Chaired by Dr Roger Nelson, curator and art historian, Post-Doctoral Research Fellow, School of Art Design and Media, Nanyang Technological University (NTU), and NTU CCA Singapore

Dedicated to the uncovering of neglected histories, this session will look at the construction of historical narratives and their role in reflecting social, political, and cultural conditions. Occluded by the propagation of progress and nation building, what has been left out and rendered unspeakable in the region’s bid to establish national identities and political autonomy?

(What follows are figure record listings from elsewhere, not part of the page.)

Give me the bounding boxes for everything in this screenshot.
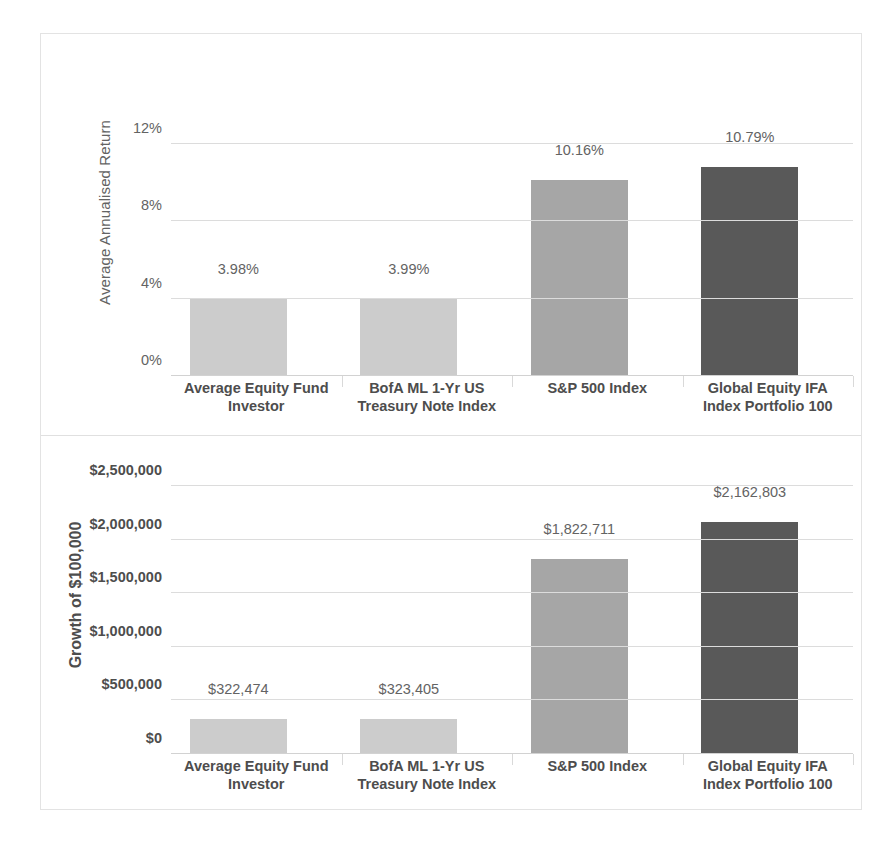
top-chart-category-tick [853,376,854,387]
bottom-chart-y-tick-label: $0 [146,730,171,746]
top-chart-bar[interactable] [701,167,798,376]
bottom-chart-bar[interactable] [360,719,457,754]
bottom-chart-bar-value-label: $1,822,711 [531,521,628,540]
bottom-chart-category-label-line: Investor [174,775,339,793]
top-chart-category-label-line: Global Equity IFA [686,379,851,397]
top-chart-bar-slot: 10.79% [683,144,854,376]
bottom-chart-bar-value-label: $322,474 [190,681,287,700]
bottom-chart-category-label-line: S&P 500 Index [515,757,680,775]
top-chart-category-label-line: Treasury Note Index [345,397,510,415]
bottom-chart-y-tick-label: $2,500,000 [89,462,171,478]
bottom-chart-gridline [171,485,853,486]
chart-panel-growth: Growth of $100,000 $322,474$323,405$1,82… [41,435,861,810]
bottom-chart-bar-slot: $322,474 [171,486,342,754]
bottom-chart-category-label: S&P 500 Index [512,757,683,793]
bottom-chart-category-label: BofA ML 1-Yr USTreasury Note Index [342,757,513,793]
top-chart-category-label-line: Investor [174,397,339,415]
top-chart-category-labels: Average Equity FundInvestorBofA ML 1-Yr … [171,379,853,415]
top-chart-bar-value-label: 10.16% [531,142,628,161]
bottom-chart-bar[interactable] [190,719,287,754]
top-chart-category-label: S&P 500 Index [512,379,683,415]
top-chart-y-tick-label: 0% [141,352,171,368]
top-chart-category-label: Global Equity IFAIndex Portfolio 100 [683,379,854,415]
bottom-chart-category-label-line: Average Equity Fund [174,757,339,775]
bottom-chart-y-tick-label: $2,000,000 [89,516,171,532]
bottom-chart-bars: $322,474$323,405$1,822,711$2,162,803 [171,486,853,754]
bottom-chart-category-tick [853,754,854,765]
top-chart-gridline [171,298,853,299]
bottom-chart-gridline [171,646,853,647]
bottom-chart-gridline [171,592,853,593]
bottom-chart-bar-value-label: $323,405 [360,681,457,700]
top-chart-category-label-line: Average Equity Fund [174,379,339,397]
top-chart-bar-slot: 10.16% [512,144,683,376]
bottom-chart-bar[interactable] [531,559,628,754]
top-chart-category-label-line: Index Portfolio 100 [686,397,851,415]
top-chart-bar[interactable] [531,180,628,376]
bottom-chart-y-tick-label: $1,000,000 [89,623,171,639]
bottom-chart-category-label-line: Global Equity IFA [686,757,851,775]
bottom-chart-gridline [171,753,853,754]
top-chart-bar-slot: 3.98% [171,144,342,376]
bottom-chart-category-label-line: Index Portfolio 100 [686,775,851,793]
top-chart-y-axis-title: Average Annualised Return [96,98,113,328]
bottom-chart-gridline [171,539,853,540]
top-chart-bar[interactable] [360,299,457,376]
top-chart-gridline [171,220,853,221]
top-chart-bar-value-label: 3.99% [360,261,457,280]
top-chart-y-tick-label: 12% [133,120,171,136]
bottom-chart-category-label-line: BofA ML 1-Yr US [345,757,510,775]
bottom-chart-bar-slot: $323,405 [342,486,513,754]
top-chart-bar-value-label: 10.79% [701,129,798,148]
bottom-chart-category-labels: Average Equity FundInvestorBofA ML 1-Yr … [171,757,853,793]
bottom-chart-y-tick-label: $1,500,000 [89,569,171,585]
bottom-chart-plot-area: $322,474$323,405$1,822,711$2,162,803 $0$… [171,486,853,754]
top-chart-category-label-line: BofA ML 1-Yr US [345,379,510,397]
top-chart-gridline [171,375,853,376]
top-chart-bar-slot: 3.99% [342,144,513,376]
bottom-chart-category-label-line: Treasury Note Index [345,775,510,793]
bottom-chart-bar-slot: $2,162,803 [683,486,854,754]
top-chart-gridline [171,143,853,144]
bottom-chart-category-label: Average Equity FundInvestor [171,757,342,793]
top-chart-y-tick-label: 8% [141,197,171,213]
top-chart-plot-area: 3.98%3.99%10.16%10.79% 0%4%8%12% [171,144,853,376]
bottom-chart-bar-slot: $1,822,711 [512,486,683,754]
top-chart-bar-value-label: 3.98% [190,261,287,280]
bottom-chart-y-tick-label: $500,000 [102,676,171,692]
figure-frame: Average Annualised Return 3.98%3.99%10.1… [40,33,862,810]
top-chart-category-label: Average Equity FundInvestor [171,379,342,415]
top-chart-category-label: BofA ML 1-Yr USTreasury Note Index [342,379,513,415]
top-chart-y-tick-label: 4% [141,275,171,291]
chart-panel-annualised-return: Average Annualised Return 3.98%3.99%10.1… [41,34,861,434]
top-chart-bar[interactable] [190,299,287,376]
bottom-chart-gridline [171,699,853,700]
bottom-chart-bar-value-label: $2,162,803 [701,484,798,503]
bottom-chart-category-label: Global Equity IFAIndex Portfolio 100 [683,757,854,793]
bottom-chart-y-axis-title: Growth of $100,000 [67,483,85,708]
top-chart-bars: 3.98%3.99%10.16%10.79% [171,144,853,376]
bottom-chart-bar[interactable] [701,522,798,754]
top-chart-category-label-line: S&P 500 Index [515,379,680,397]
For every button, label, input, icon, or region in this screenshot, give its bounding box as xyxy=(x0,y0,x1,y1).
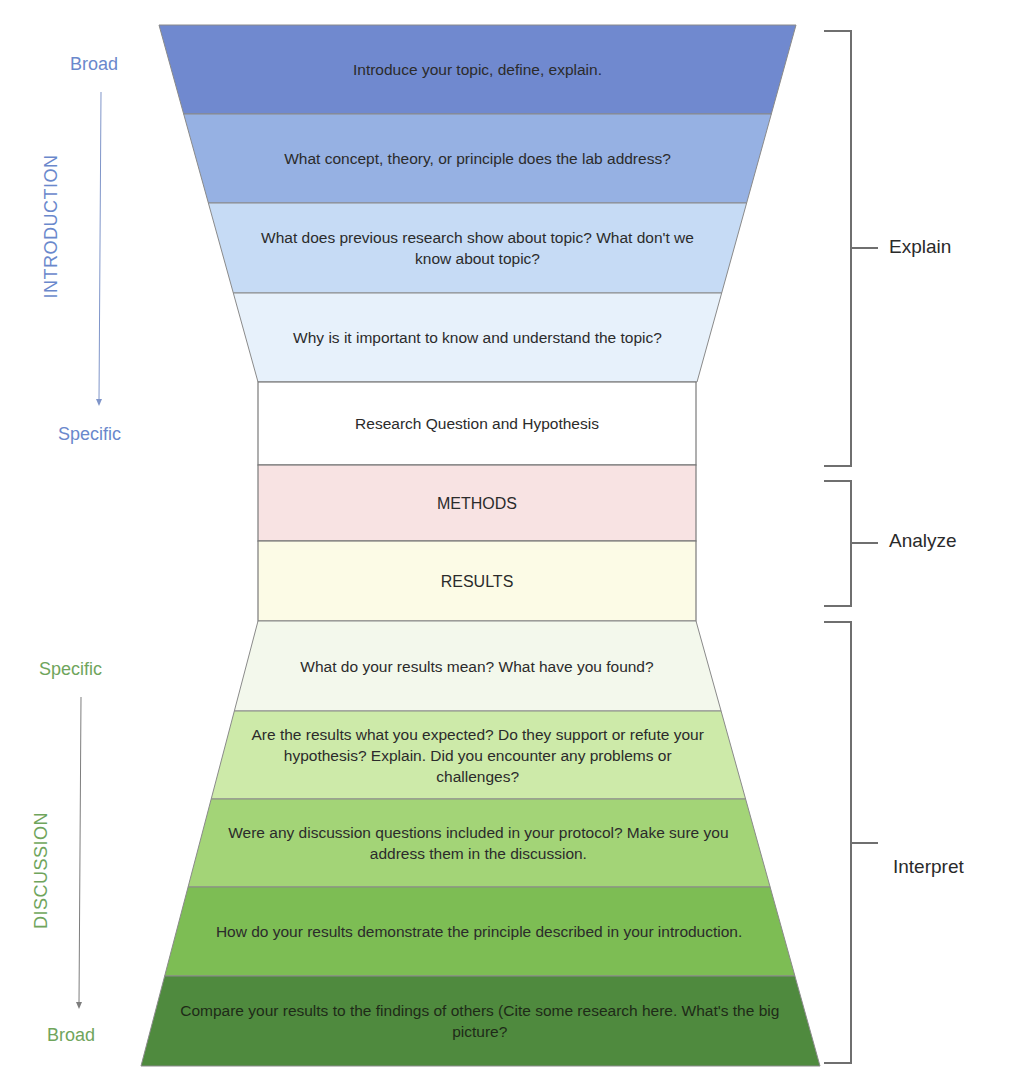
intro-band-3-text: What does previous research show about t… xyxy=(241,203,713,293)
discussion-specific-label: Specific xyxy=(39,659,102,680)
discussion-arrow-line xyxy=(79,697,81,1003)
interpret-bracket xyxy=(824,622,851,1063)
intro-band-2-text: What concept, theory, or principle does … xyxy=(216,114,738,203)
intro-band-4-text: Why is it important to know and understa… xyxy=(266,293,689,382)
writing-funnel-diagram: Introduce your topic, define, explain. W… xyxy=(0,0,1010,1086)
intro-specific-label: Specific xyxy=(58,424,121,445)
introduction-section-label: INTRODUCTION xyxy=(41,159,62,299)
intro-broad-label: Broad xyxy=(70,54,118,75)
discussion-band-2-text: Are the results what you expected? Do th… xyxy=(242,711,713,799)
methods-box-text: METHODS xyxy=(260,465,694,541)
intro-band-1-text: Introduce your topic, define, explain. xyxy=(192,25,764,114)
explain-bracket xyxy=(824,31,851,466)
bracket-label-explain: Explain xyxy=(889,236,951,258)
intro-arrow-line xyxy=(99,92,101,400)
discussion-band-4-text: How do your results demonstrate the prin… xyxy=(196,887,762,976)
intro-arrow-head-icon xyxy=(96,399,102,406)
discussion-band-3-text: Were any discussion questions included i… xyxy=(219,799,737,887)
bracket-label-analyze: Analyze xyxy=(889,530,957,552)
discussion-arrow-head-icon xyxy=(76,1002,82,1009)
discussion-section-label: DISCUSSION xyxy=(31,806,52,936)
discussion-band-5-text: Compare your results to the findings of … xyxy=(173,976,787,1066)
results-box-text: RESULTS xyxy=(260,541,694,621)
discussion-band-1-text: What do your results mean? What have you… xyxy=(266,621,688,711)
research-question-box-text: Research Question and Hypothesis xyxy=(260,382,694,465)
bracket-label-interpret: Interpret xyxy=(893,856,964,878)
analyze-bracket xyxy=(824,481,851,606)
discussion-broad-label: Broad xyxy=(47,1025,95,1046)
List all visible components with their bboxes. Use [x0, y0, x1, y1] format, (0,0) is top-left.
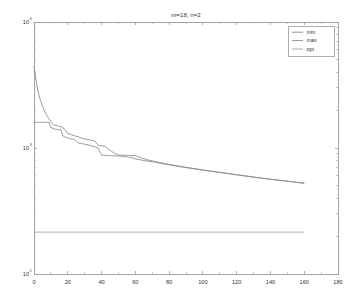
- x-tick-label: 80: [166, 279, 172, 285]
- legend-label-min: min: [307, 29, 316, 35]
- y-tick-label-base: 10: [23, 145, 29, 151]
- y-tick-label-base: 10: [23, 19, 29, 25]
- y-tick-label-exponent: 2: [29, 268, 31, 273]
- y-tick-label-exponent: 3: [29, 142, 31, 147]
- y-tick-label-exponent: 4: [29, 16, 32, 21]
- x-tick-label: 20: [65, 279, 71, 285]
- x-tick-label: 100: [198, 279, 207, 285]
- y-tick-label-base: 10: [23, 271, 29, 277]
- legend-label-max: max: [307, 37, 317, 43]
- x-tick-label: 120: [232, 279, 241, 285]
- x-tick-label: 180: [333, 279, 342, 285]
- axes-frame: [34, 22, 338, 274]
- x-tick-label: 160: [300, 279, 309, 285]
- x-tick-label: 0: [32, 279, 35, 285]
- x-tick-label: 60: [132, 279, 138, 285]
- series-line-min[interactable]: [34, 122, 304, 183]
- x-tick-label: 40: [98, 279, 104, 285]
- legend-label-opt: opt: [307, 46, 315, 52]
- chart-title: m=18, n=2: [171, 11, 201, 18]
- x-tick-label: 140: [266, 279, 275, 285]
- series-line-max[interactable]: [34, 66, 304, 183]
- figure-canvas: 020406080100120140160180102103104m=18, n…: [0, 0, 356, 300]
- chart-plot[interactable]: 020406080100120140160180102103104m=18, n…: [0, 0, 356, 300]
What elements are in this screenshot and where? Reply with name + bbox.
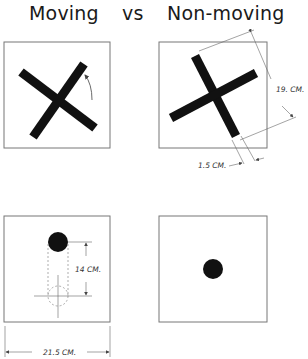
travel-label: 14 CM. (75, 265, 101, 274)
panel-moving-cross (4, 42, 110, 148)
arm-length-label: 19. CM. (276, 85, 304, 94)
dot-shape (48, 232, 68, 252)
panel-moving-dot: 14 CM. 21.5 CM. (4, 216, 110, 357)
cross-shape (171, 56, 256, 136)
rotation-arrow-icon (85, 75, 92, 100)
panel-non-moving-dot (159, 216, 267, 322)
cross-shape (21, 64, 95, 137)
square-width-label: 21.5 CM. (43, 348, 76, 357)
dot-shape (203, 259, 223, 279)
arm-width-label: 1.5 CM. (198, 161, 226, 170)
panel-non-moving-cross: 19. CM. 1.5 CM. (159, 30, 304, 170)
diagram-canvas: 19. CM. 1.5 CM. 14 CM. 21.5 CM. (0, 0, 308, 359)
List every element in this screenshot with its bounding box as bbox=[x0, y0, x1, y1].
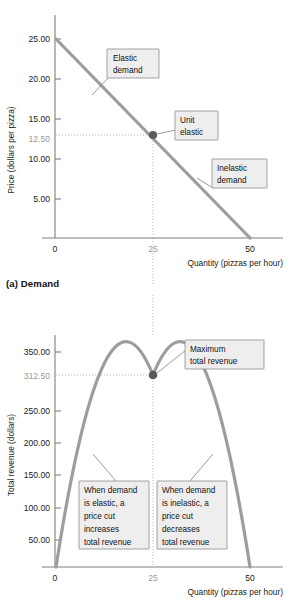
elastic-demand-line-1: demand bbox=[113, 66, 143, 75]
tr-y-axis-title: Total revenue (dollars) bbox=[6, 414, 16, 496]
tr-xtick-label-0: 0 bbox=[53, 573, 58, 583]
inelastic-price-cut-leader bbox=[190, 454, 213, 481]
panel-a-caption: (a) Demand bbox=[6, 278, 59, 289]
demand-ytick-label-5: 5.00 bbox=[33, 194, 50, 204]
demand-ytick-label-0: 25.00 bbox=[28, 34, 50, 44]
demand-xtick-label-2: 50 bbox=[245, 244, 255, 254]
elasticity-figure: 25.00 20.00 15.00 12.50 10.00 5.00 Price… bbox=[0, 0, 291, 607]
demand-ytick-label-3: 12.50 bbox=[28, 134, 50, 144]
demand-ytick-label-2: 15.00 bbox=[28, 114, 50, 124]
tr-ytick-label-2: 250.00 bbox=[24, 406, 51, 416]
inelastic-price-cut-line-2: price cut bbox=[162, 512, 194, 521]
demand-chart: 25.00 20.00 15.00 12.50 10.00 5.00 Price… bbox=[0, 0, 291, 285]
inelastic-price-cut-line-1: is inelastic, a bbox=[162, 499, 209, 508]
tr-x-axis-title: Quantity (pizzas per hour) bbox=[188, 587, 284, 597]
tr-ytick-label-4: 150.00 bbox=[24, 470, 51, 480]
inelastic-price-cut-line-3: decreases bbox=[162, 525, 200, 534]
tr-xtick-label-2: 50 bbox=[245, 573, 255, 583]
tr-ytick-label-0: 350.00 bbox=[24, 347, 51, 357]
tr-ytick-label-6: 50.00 bbox=[28, 535, 50, 545]
demand-xtick-label-1: 25 bbox=[148, 244, 158, 254]
elastic-price-cut-line-3: increases bbox=[84, 525, 119, 534]
elastic-price-cut-line-4: total revenue bbox=[84, 538, 132, 547]
tr-ytick-label-1: 312.50 bbox=[24, 371, 51, 381]
tr-xtick-label-1: 25 bbox=[148, 573, 158, 583]
total-revenue-chart: 350.00 312.50 250.00 200.00 150.00 100.0… bbox=[0, 295, 291, 607]
inelastic-demand-line-0: Inelastic bbox=[217, 164, 247, 173]
maximum-total-revenue-point bbox=[149, 371, 158, 380]
elastic-demand-line-0: Elastic bbox=[113, 54, 137, 63]
elastic-price-cut-leader bbox=[93, 454, 116, 481]
elastic-price-cut-line-2: price cut bbox=[84, 512, 116, 521]
inelastic-price-cut-line-4: total revenue bbox=[162, 538, 210, 547]
unit-elastic-line-1: elastic bbox=[180, 128, 203, 137]
tr-ytick-label-5: 100.00 bbox=[24, 503, 51, 513]
demand-ytick-label-1: 20.00 bbox=[28, 74, 50, 84]
elastic-price-cut-line-0: When demand bbox=[84, 486, 138, 495]
demand-xtick-label-0: 0 bbox=[53, 244, 58, 254]
inelastic-demand-line-1: demand bbox=[217, 176, 247, 185]
tr-ytick-label-3: 200.00 bbox=[24, 438, 51, 448]
inelastic-price-cut-line-0: When demand bbox=[162, 486, 216, 495]
demand-ytick-label-4: 10.00 bbox=[28, 154, 50, 164]
unit-elastic-leader bbox=[157, 130, 176, 134]
demand-y-axis-title: Price (dollars per pizza) bbox=[6, 106, 16, 193]
unit-elastic-line-0: Unit bbox=[180, 116, 195, 125]
maximum-total-revenue-line-0: Maximum bbox=[190, 345, 226, 354]
maximum-total-revenue-leader bbox=[157, 350, 186, 373]
elastic-price-cut-line-1: is elastic, a bbox=[84, 499, 125, 508]
maximum-total-revenue-line-1: total revenue bbox=[190, 357, 238, 366]
unit-elastic-point bbox=[149, 131, 157, 139]
demand-x-axis-title: Quantity (pizzas per hour) bbox=[188, 258, 284, 268]
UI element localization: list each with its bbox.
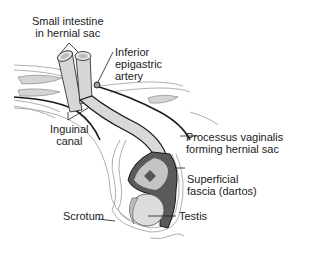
label-scrotum: Scrotum xyxy=(63,210,104,222)
label-line: Scrotum xyxy=(63,210,104,222)
label-line: canal xyxy=(50,135,89,147)
label-line: Testis xyxy=(179,210,207,222)
inferior-epigastric-artery xyxy=(94,82,100,88)
label-line: Inguinal xyxy=(50,123,89,135)
label-line: Inferior xyxy=(115,46,162,58)
label-line: Processus vaginalis xyxy=(186,131,283,143)
label-inferior-epigastric-artery: Inferior epigastric artery xyxy=(115,46,162,82)
label-inguinal-canal: Inguinal canal xyxy=(50,123,89,147)
label-line: epigastric xyxy=(115,58,162,70)
label-superficial-fascia: Superficial fascia (dartos) xyxy=(187,173,257,197)
label-processus-vaginalis: Processus vaginalis forming hernial sac xyxy=(186,131,283,155)
label-line: forming hernial sac xyxy=(186,143,283,155)
label-line: in hernial sac xyxy=(32,27,104,39)
label-line: Small intestine xyxy=(32,15,104,27)
label-line: fascia (dartos) xyxy=(187,185,257,197)
label-small-intestine: Small intestine in hernial sac xyxy=(32,15,104,39)
label-testis: Testis xyxy=(179,210,207,222)
label-line: artery xyxy=(115,70,162,82)
label-line: Superficial xyxy=(187,173,257,185)
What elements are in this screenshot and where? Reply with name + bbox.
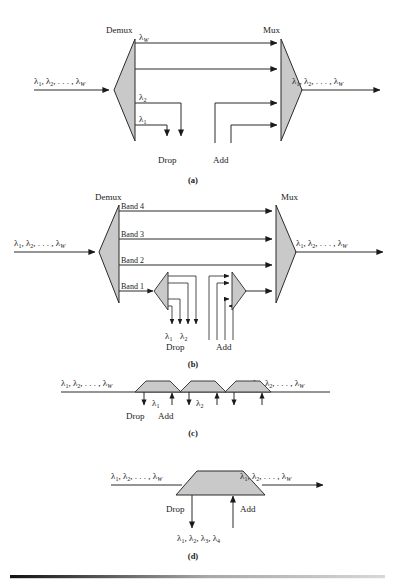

Referencing the works of Ho Tzu Nyen and Nguyen Trinh Thi, this session traces post-war and Cold War legacies in Asia and investigates their lingering spectres.

2.30 – 5.30pm
Session II: Ghosts and Spectres

Chaired by Dr David Teh, researcher and curator, Assistant Professor, Department of English Language and Literature, National University of Singapore (NUS)

Referencing the works of Park Chan-kyong and Apichatpong Weerasethakul, this session deals with notions of ghosts and spectres as allegories of historical moments and dreamlike realities. Embedded in myths and folklore, what roles do they play in constructing an understanding of the past and in reflecting socio-political circumstances? How do cinematic works engage their medium-specificity in a play of historical phantoms and repressed collective memories, to create a language for portraying trauma, loss, dreams, and nightmares?

]]>
Ute Meta Bauer]]> May Adadol Ingawanij]]> June Yap]]> Nguyen Trinh Thi]]> Ho Tzu Nyen]]> Khim Ong]]> Hyunjin Kim]]> Park Chan-kyong]]> Clare Veal]]> Roger Nelson]]> David Teh]]> Kenneth Dean]]> Southeast Asia]]> Asia]]>
Climate Crisis]]> Cultural Production]]> Edited by Ute Meta Bauer
Design by mono.studio
Printed by DZA Druckerei zu Altenburg GmbH
© 2022 the artists, the authors, NTU Centre for Contemporary Art Singapore, Nanyang Technological University 
ISBN: 978-0-262-04681-7 
Distributed by The MIT Press 
Copies are available for sale at NTU CCA Singapore and through MIT Press S$80/US$60

Modeling the curatorial as a method for uniting cultural production and science, Climates. Habitats. Environments. weaves together image and text to address the global climate crisis. Through exhibitions, artworks, and essays, artists and writers transcend disciplinary boundaries and linear histories to bring their knowledge and experience to bear on the fight for environmental justice. In doing so, they draw on the rich cultural heritage of the Asia-Pacific, in conversation with international discourse, to demonstrate transdisciplinary solution-seeking.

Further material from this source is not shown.